We recently wrote Wills for a young couple who are scheduled to marry next year. Their Wills are pretty standard – if one of them dies they would like the other to inherit everything, and if they both die or once the second of them dies, they have named a combination of their close relatives to inherit.

However, we were sure to include clauses stating that when they get married, the Wills should not be cancelled, because in normal circumstances a person getting married cancels any previous Will they have written. The clauses preventing this need to be written carefully to ensure they are effective.

Sometimes a marriage cancelling a Will can be entirely innocent. A childless person has written a Will leaving their estate to their parents or siblings, but then they marry and want to leave their estate to their new spouse. Or someone marries for the second time, and they need to write a Will that ensures their estate doesn’t all go to their new spouse (if at all), but includes their children from their first marriage.
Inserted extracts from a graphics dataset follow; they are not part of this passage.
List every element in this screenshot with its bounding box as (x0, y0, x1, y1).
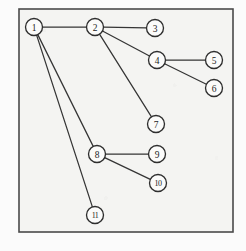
graph-node-2[interactable]: 2 (87, 19, 104, 36)
graph-node-7[interactable]: 7 (148, 116, 165, 133)
node-label-6: 6 (212, 84, 217, 94)
graph-svg: 1234567891011 (0, 0, 246, 251)
node-label-5: 5 (212, 56, 217, 66)
node-label-9: 9 (155, 150, 160, 160)
node-label-8: 8 (95, 150, 100, 160)
node-label-4: 4 (155, 56, 160, 66)
diagram-canvas: 1234567891011 (0, 0, 246, 251)
node-label-11: 11 (92, 211, 99, 220)
graph-node-4[interactable]: 4 (149, 52, 166, 69)
node-label-2: 2 (93, 23, 98, 33)
graph-node-10[interactable]: 10 (150, 175, 167, 192)
node-label-1: 1 (32, 23, 37, 33)
graph-node-8[interactable]: 8 (89, 146, 106, 163)
diagram-border-frame (19, 9, 233, 232)
graph-node-1[interactable]: 1 (26, 19, 43, 36)
graph-node-6[interactable]: 6 (206, 80, 223, 97)
graph-node-9[interactable]: 9 (149, 146, 166, 163)
node-label-7: 7 (154, 120, 159, 130)
graph-node-3[interactable]: 3 (147, 20, 164, 37)
graph-edge-2-3 (103, 27, 146, 28)
graph-node-5[interactable]: 5 (206, 52, 223, 69)
node-label-3: 3 (153, 24, 158, 34)
node-label-10: 10 (155, 179, 162, 188)
graph-node-11[interactable]: 11 (87, 207, 104, 224)
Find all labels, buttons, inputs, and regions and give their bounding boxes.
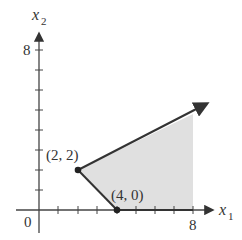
x-axis-label: x 1 (218, 201, 234, 222)
svg-text:2: 2 (41, 15, 47, 27)
feasible-region-diagram: (2, 2) (4, 0) 0 8 8 x 1 x 2 (0, 0, 242, 240)
origin-label: 0 (24, 214, 32, 230)
vertex-label-2-2: (2, 2) (46, 147, 79, 164)
svg-text:x: x (31, 6, 39, 23)
svg-text:x: x (218, 201, 226, 218)
y-axis-label: x 2 (31, 6, 47, 27)
x-tick-label-8: 8 (189, 217, 197, 233)
y-tick-label-8: 8 (23, 42, 31, 58)
vertex-2-2 (75, 167, 82, 174)
svg-text:1: 1 (228, 210, 234, 222)
vertex-label-4-0: (4, 0) (111, 187, 144, 204)
vertex-4-0 (114, 207, 121, 214)
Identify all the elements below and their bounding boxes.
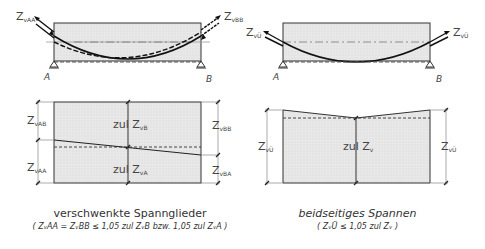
caption-left-title: verschwenkte Spannglieder (20, 207, 240, 220)
label-z-vU-top-left: ZvÜ (246, 26, 262, 39)
support-b-label: B (206, 74, 212, 84)
force-diagram-left: ZvAB ZvAA ZvBB ZvBA zul ZvB zul ZvA (27, 100, 232, 185)
label-z-vAA: ZvAA (27, 161, 47, 174)
caption-right: beidseitiges Spannen ( ZᵥÜ ≤ 1,05 zul Zᵥ… (250, 207, 465, 231)
label-z-vBA: ZvBA (212, 164, 232, 177)
caption-left-sub: ( ZᵥAA = ZᵥBB ≤ 1,05 zul ZᵥB bzw. 1,05 z… (20, 222, 240, 231)
beam-left-top: ZvAA ZvBB A B (16, 10, 243, 84)
label-z-vBB-top: ZvBB (224, 10, 243, 23)
force-diagram-right: ZvÜ ZvÜ zul Zv (258, 108, 457, 185)
support-a-label-right: A (272, 72, 279, 82)
caption-left: verschwenkte Spannglieder ( ZᵥAA = ZᵥBB … (20, 207, 240, 231)
label-z-vBB: ZvBB (212, 119, 231, 132)
label-z-vU-top-right: ZvÜ (453, 26, 469, 39)
label-z-vU-right: ZvÜ (441, 140, 457, 153)
label-zul-z-v: zul Zv (343, 140, 374, 153)
label-z-vAA-top: ZvAA (16, 10, 36, 23)
label-z-vAB: ZvAB (27, 114, 46, 127)
caption-right-title: beidseitiges Spannen (250, 207, 465, 220)
support-b-label-right: B (436, 74, 442, 84)
caption-right-sub: ( ZᵥÜ ≤ 1,05 zul Zᵥ ) (250, 222, 465, 231)
support-a-label: A (43, 72, 50, 82)
beam-right-top: ZvÜ ZvÜ A B (246, 23, 469, 84)
label-z-vU-left: ZvÜ (258, 140, 274, 153)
This is something that the new spouse will often be completely on board with, especially if they want to do the same for their own children from their previous relationship – but it needs formalising in a Will.

However, the law that marriage cancels a Will (it is currently being reviewed by the government for potential scrapping) can be used in a more sinister way, through predatory marriage. One case shown on Channel 5’s Inheritance Wars programme involved an elderly lady who suffered dementia, yet married a younger man without her family’s knowledge not long before her death. As her Will leaving her estate to her children was cancelled, this lady’s husband inherited her property and crucially, was able to decide on her funeral and burial, which was carried out in a way her children believed was different to what she would have wanted.

In a second marriage where children are present from previous relationships, writing a Will is crucial to ensuring previous children still benefit and to prevent inheritance being completely lost to a new spouse’s family. As mentioned above, this is often something that both spouses are keen to avoid because they both have children from previous relationships: but without Wills, there is the very real risk of children being disinherited.